When is it urgent? A markedly raised ESR β often above 100 mm/hr β narrows the field to serious infection, cancer or vasculitis and warrants prompt work-up. The clearest emergency is giant cell arteritis: in someone over 50, a new headache, scalp tenderness, jaw pain on chewing or any vision change with a high ESR needs same-day care, because untreated it can cause sudden, permanent blindness.
Why ESR is low
A low ESR is usually harmless and rarely the reason for a work-up, but it has recognized causes β and it can mask inflammation that would otherwise show. Roughly by frequency:
- High red-cell counts (polycythemia) or a raised hematocrit: more cells crowd the tube and slow settling.
- Abnormal red-cell shape: sickle cells, spherocytes and very small cells do not stack neatly, so they fall slowly.
- Low fibrinogen: severe liver disease, or fibrinogen used up during heavy clotting.
- Very high white-cell counts and some cases of heart failure.
- Technical issues: a clotted or diluted sample, or too long a delay before the test is run.
Its importance mirrors the urgent-high scenario: in someone with polycythemia or sickle cell disease, a βnormalβ ESR can understate real inflammation, so clinicians lean on CRP instead.
What to test alongside
ESR is almost never read alone.
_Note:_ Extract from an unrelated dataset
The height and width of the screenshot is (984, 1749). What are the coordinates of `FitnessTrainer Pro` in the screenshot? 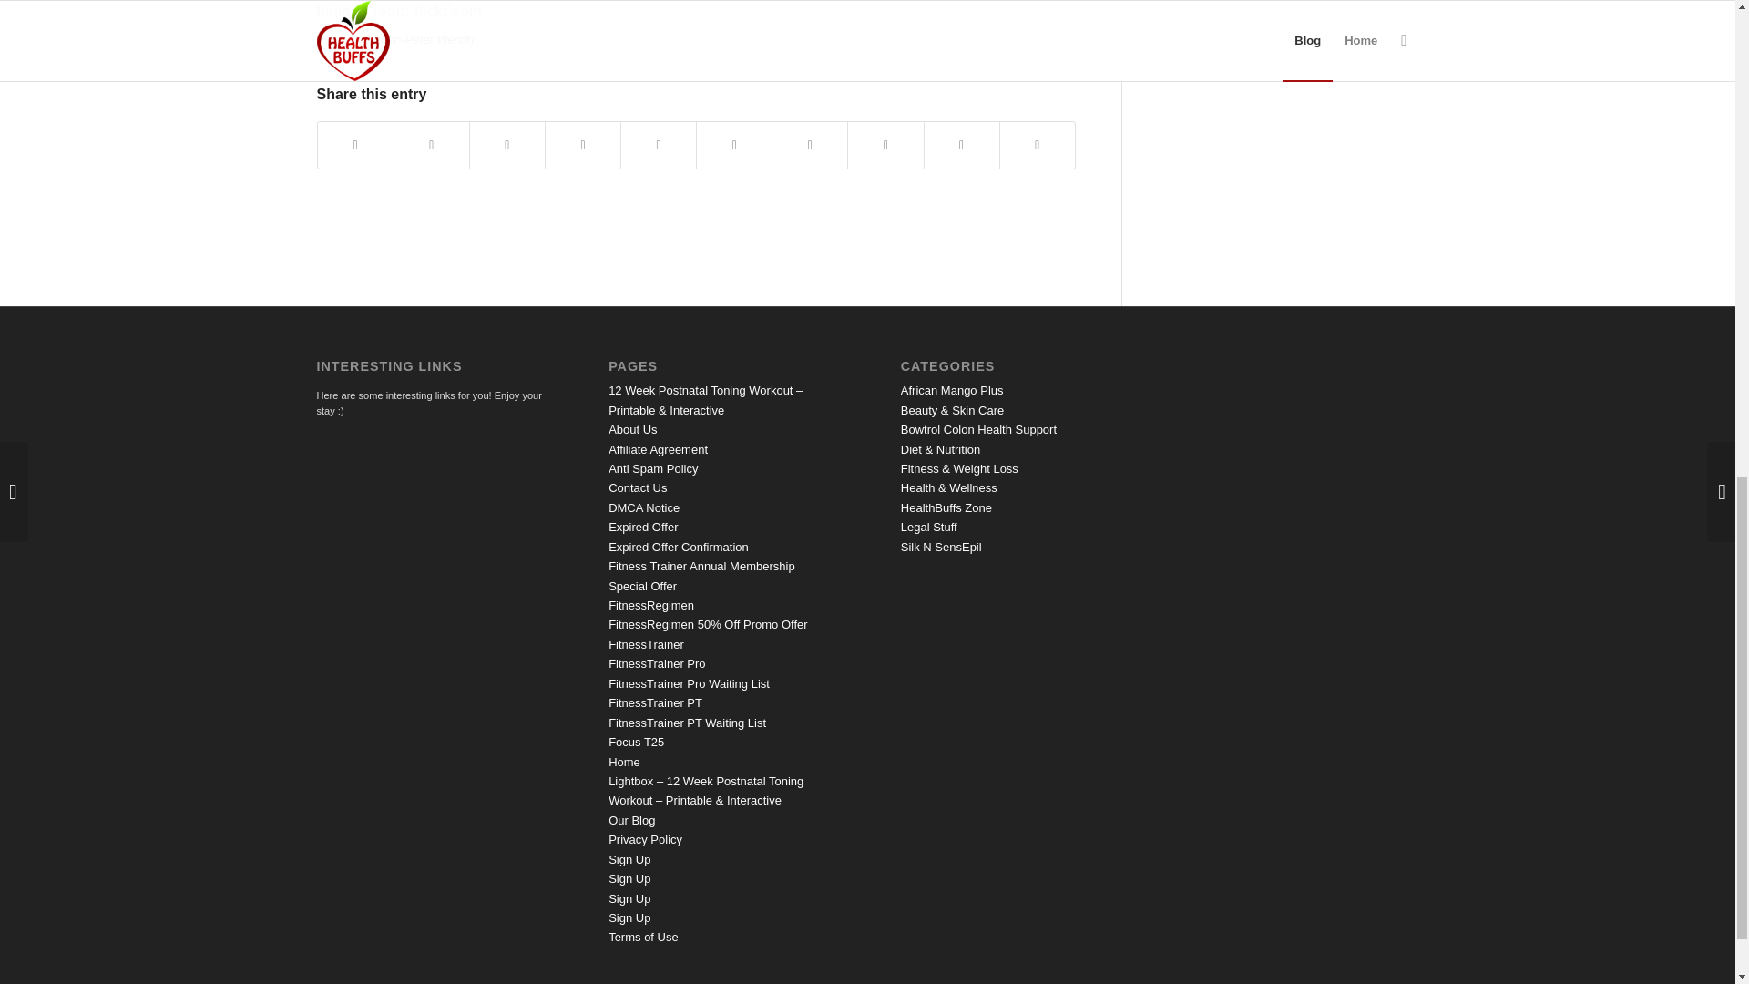 It's located at (656, 663).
It is paired with markers that confirm inflammation and hint at its cause:
- CRP β the faster, more specific inflammation marker; the two are usually ordered together.
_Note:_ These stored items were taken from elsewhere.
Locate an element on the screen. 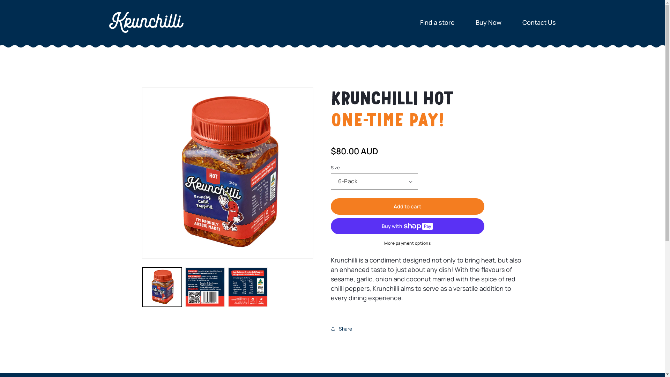  Contact Us is located at coordinates (539, 22).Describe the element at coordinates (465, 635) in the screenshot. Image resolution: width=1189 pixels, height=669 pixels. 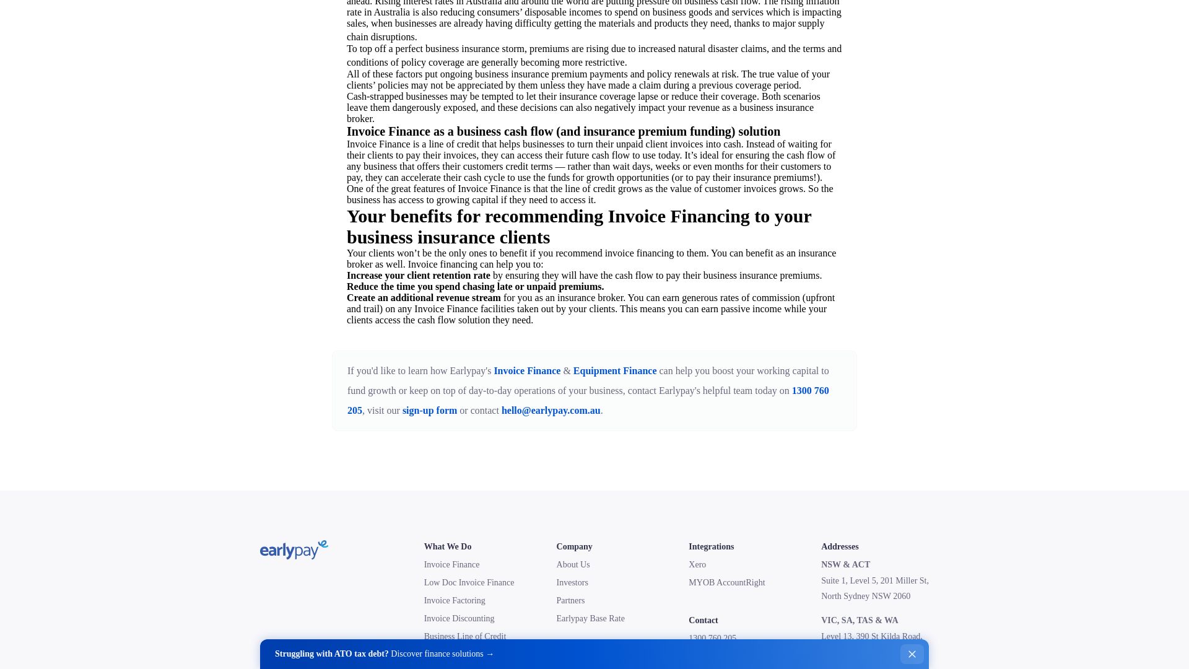
I see `Business Line of Credit` at that location. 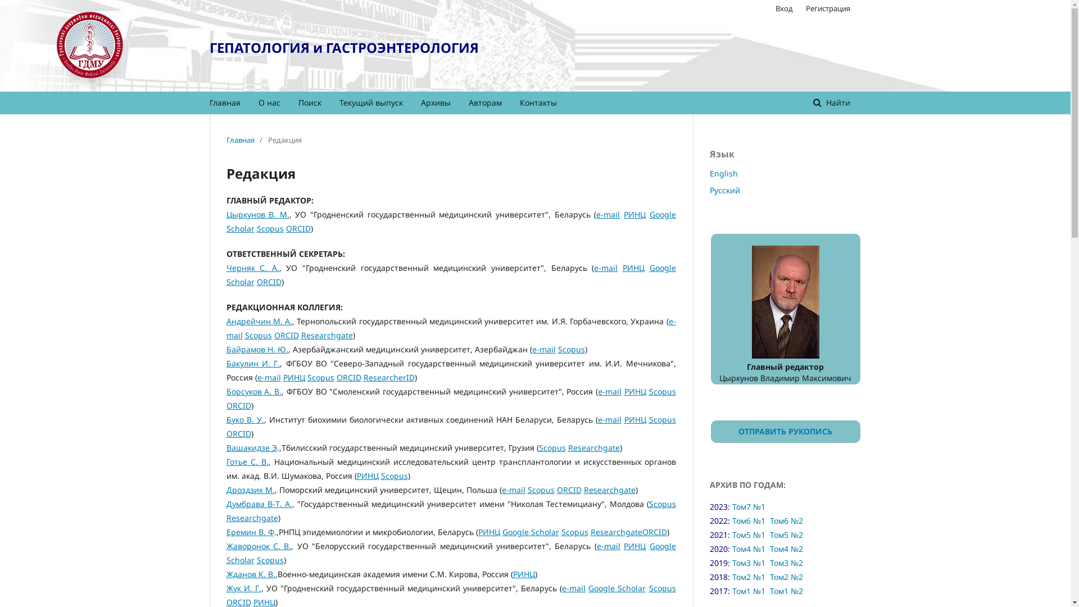 I want to click on Google Scholar, so click(x=617, y=588).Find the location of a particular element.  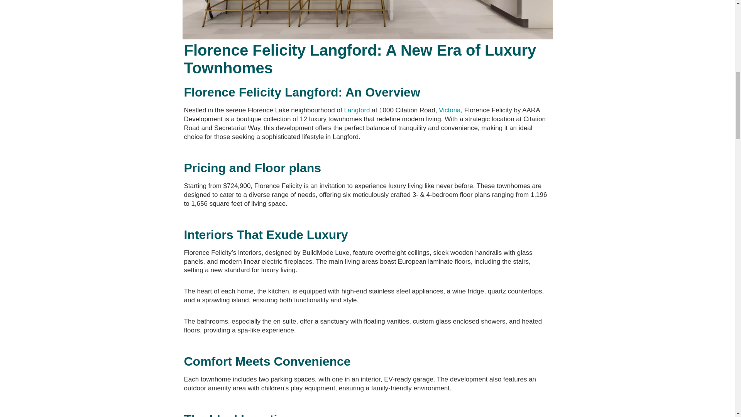

Victoria is located at coordinates (449, 110).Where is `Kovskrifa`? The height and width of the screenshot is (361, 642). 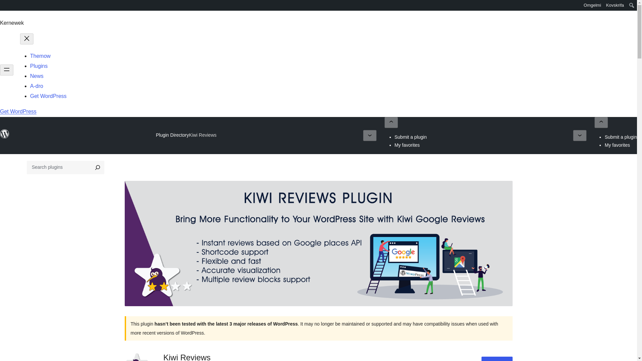
Kovskrifa is located at coordinates (616, 5).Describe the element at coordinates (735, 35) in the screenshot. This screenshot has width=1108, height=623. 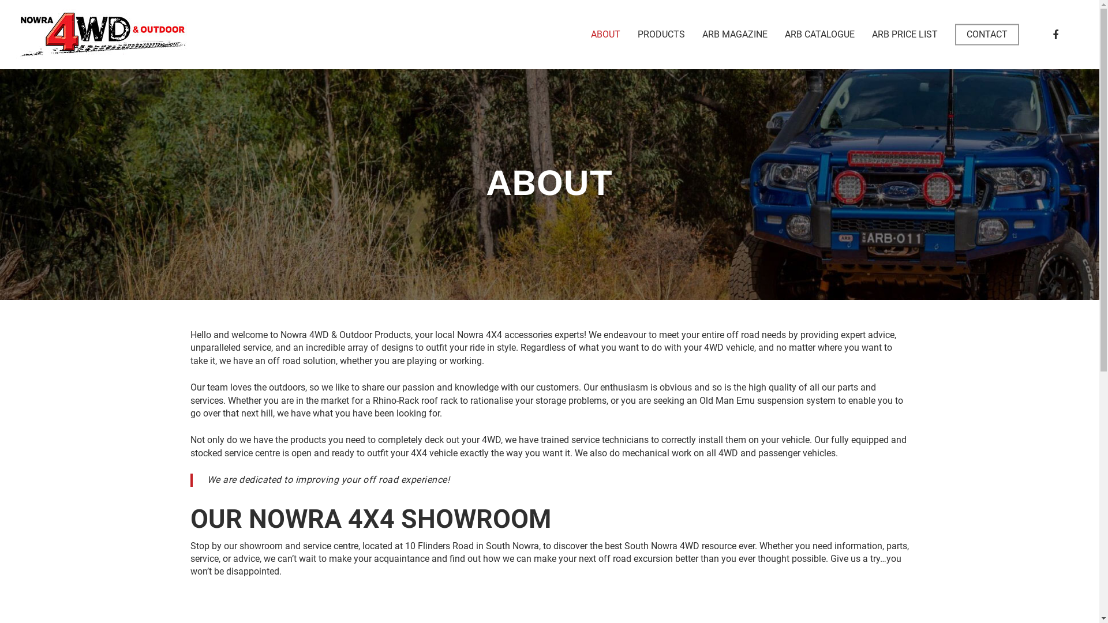
I see `ARB MAGAZINE` at that location.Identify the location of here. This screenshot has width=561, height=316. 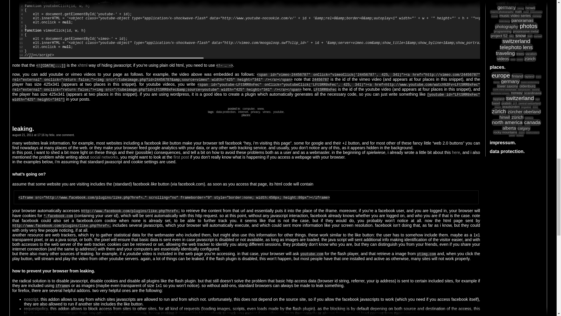
(456, 152).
- White blood cells β raised in many infections and inflammatory states.
- Neutrophils β tend to rise with bacterial infection.
- Lymphocytes β shift with viral and chronic conditions.
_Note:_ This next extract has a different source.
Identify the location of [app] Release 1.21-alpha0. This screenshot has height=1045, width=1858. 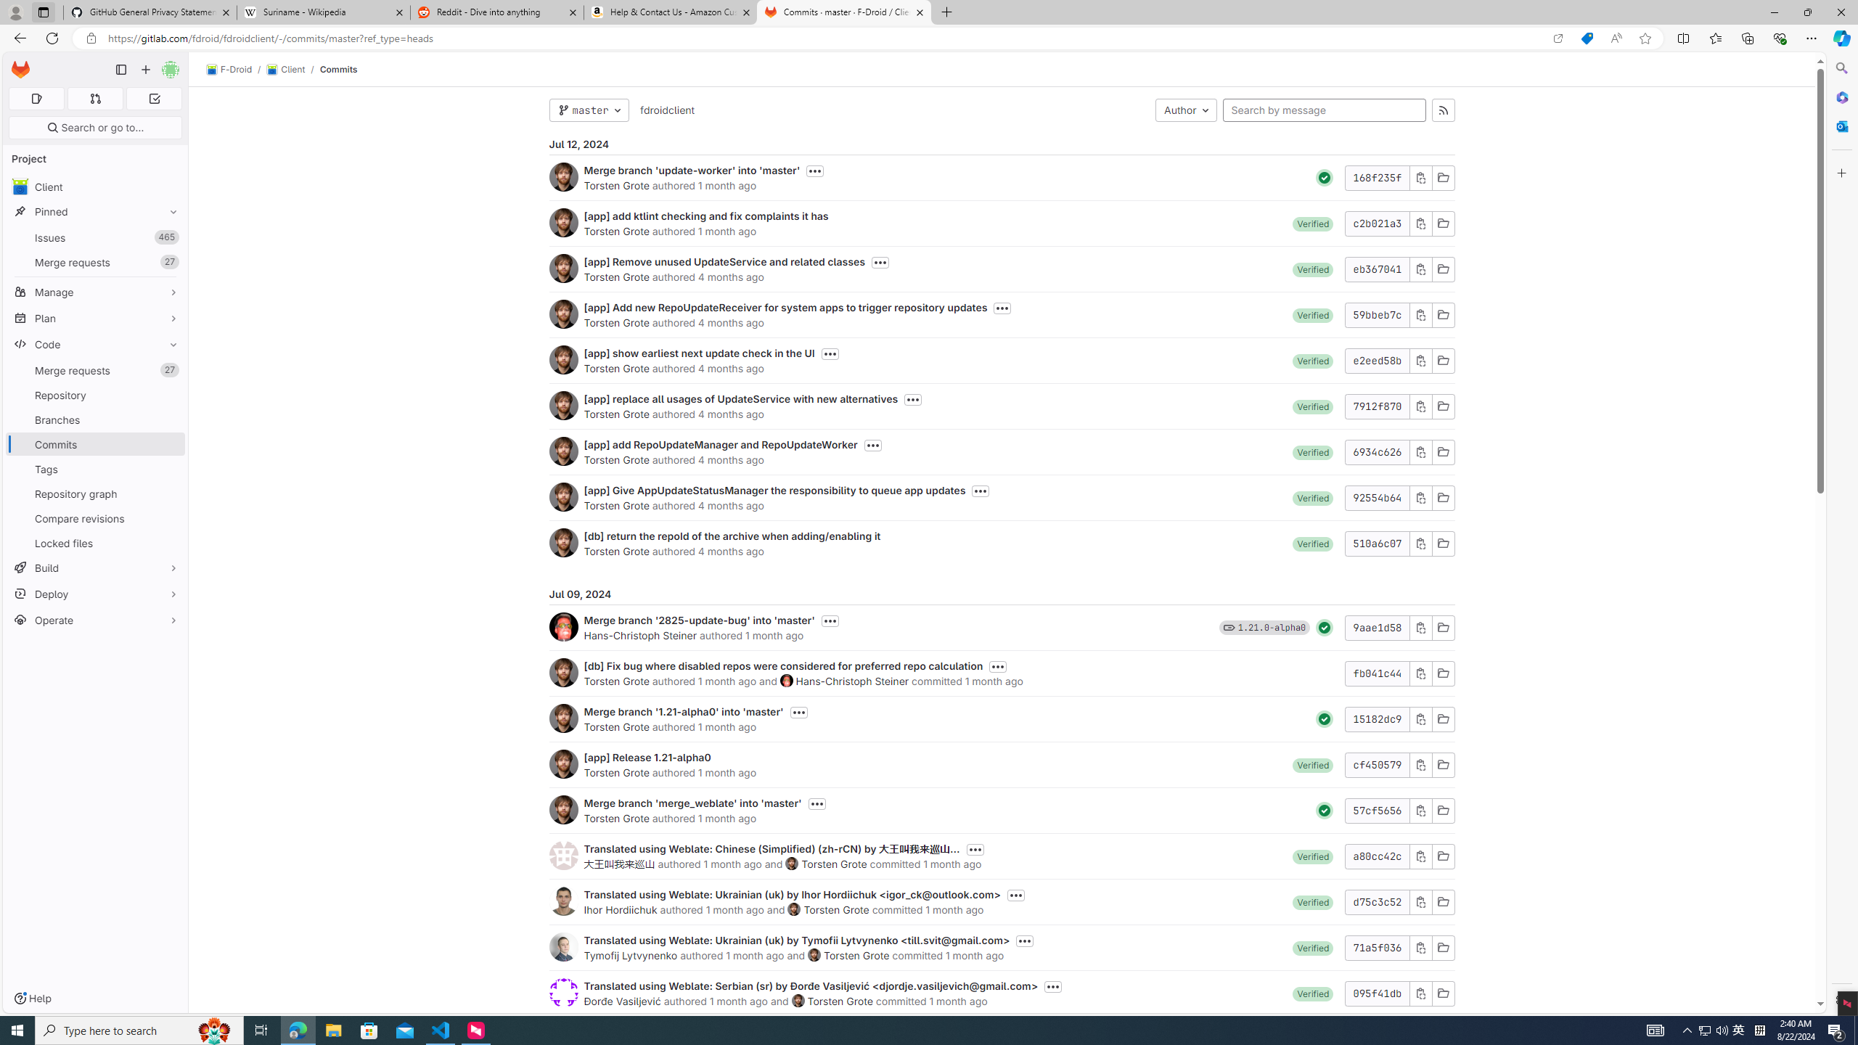
(647, 758).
- Hemoglobin β anemia both raises ESR and is common in chronic inflammation.
- Hematocrit and red blood cells β high counts are a leading cause of a falsely low ESR.
- Platelets β often climb alongside ESR in active inflammation.
- Ferritin β another acute-phase protein; helps separate iron-deficiency anemia from anemia of chronic disease.
- Creatinine β a kidney check, since kidney disease can raise ESR.
What to do about an abnormal result
- Donβt treat a number. ESR is a clue, not a diagnosis; a mildly raised value with no symptoms β common in older adults β often needs only a repeat test.
- Read it in context. Interpret ESR alongside CRP, the blood count and how you feel. A sed rate is most useful when it confirms or tracks a clinical picture.
- Watch for red flags. Fever, unexplained weight loss, night sweats, new bone pain, or β over 50 β a new headache with jaw or vision symptoms warrant urgent assessment.
- See your primary-care doctor first. They decide whether the pattern points to infection, autoimmune disease, kidney disease or something needing a specialist.
- Expect a referral when warranted: rheumatology for suspected vasculitis, giant cell arteritis or polymyalgia; hematology for a very high ESR or suspected myeloma; infectious diseases for a hidden infection.
Mini-FAQ
What is a normal ESR by age and sex?
A common rule of thumb is up to about 15 mm/hr for men and 20 mm/hr for women, and the upper limit rises with age. A quick age estimate is age Γ· 2 for men and (age + 10) Γ· 2 for women, but always read against your own labβs range.
What does a high ESR mean?
A raised ESR signals inflammation somewhere in the body but not where or why. Common causes include infection, autoimmune disease, tissue injury, kidney disease, anemia, pregnancy and older age, so it is interpreted alongside symptoms and CRP.
How is ESR different from CRP?
CRP is an inflammation protein measured directly, and it rises and falls within hours; ESR is an indirect measure that changes over days. CRP is usually better for tracking acute illness, while ESR keeps a role in conditions such as giant cell arteritis.
When is a high ESR an emergency?
A very high ESR, often above 100 mm/hr, needs prompt evaluation for serious infection, cancer or vasculitis. In anyone over 50 with a new headache, jaw pain on chewing or vision changes, it can point to giant cell arteritis, which needs same-day care to protect eyesight.
Can ESR be normal when something is wrong?
Yes. ESR is nonspecific and can stay normal in early or localized inflammation, and it can be falsely lowered by high red-cell counts or abnormal red-cell shapes. A normal result does not rule out disease, so it is read together with other tests.